• [WORK REQUEST]
Begin with the line that holds "Task: Click on" and retype through the last line of the listing below, exactly; pictures are not part of the copy.

• [DATA PROVIDED]
=== Begin Enclosure ===

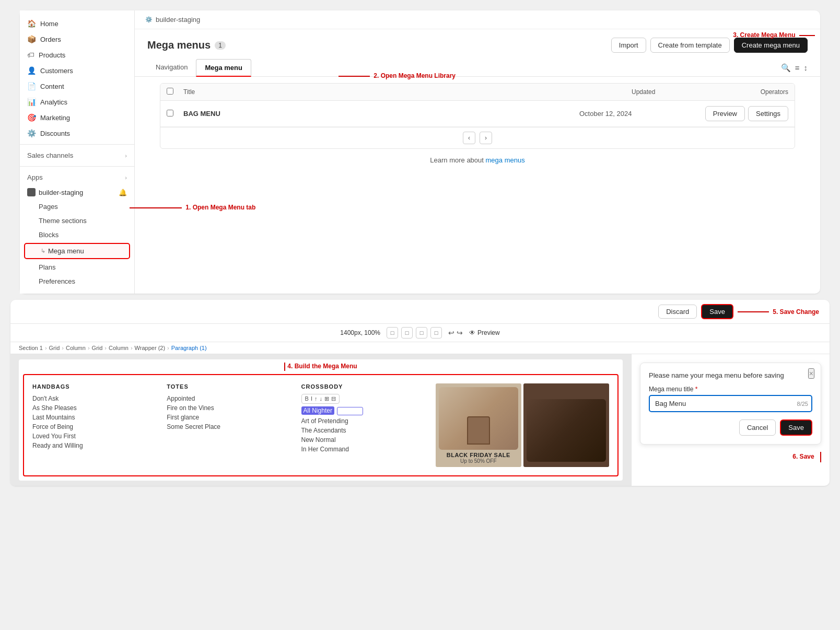  I want to click on products-icon: 🏷, so click(31, 55).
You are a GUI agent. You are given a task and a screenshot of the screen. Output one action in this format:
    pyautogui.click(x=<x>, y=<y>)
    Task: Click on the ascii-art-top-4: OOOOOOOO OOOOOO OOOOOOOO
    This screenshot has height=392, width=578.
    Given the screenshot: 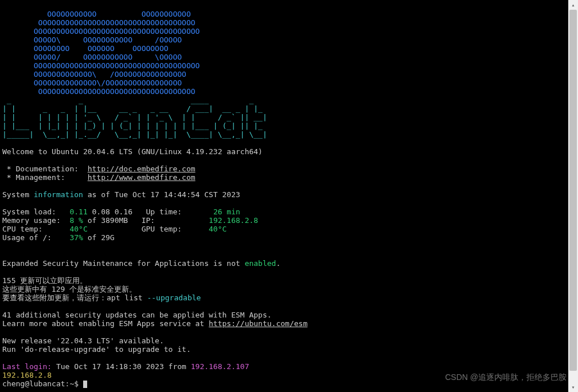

=== End Enclosure ===

• [COMPLETED EXERCISE]
    Task: Click on the ascii-art-top-4: OOOOOOOO OOOOOO OOOOOOOO
    This screenshot has height=392, width=578.
    Given the screenshot: 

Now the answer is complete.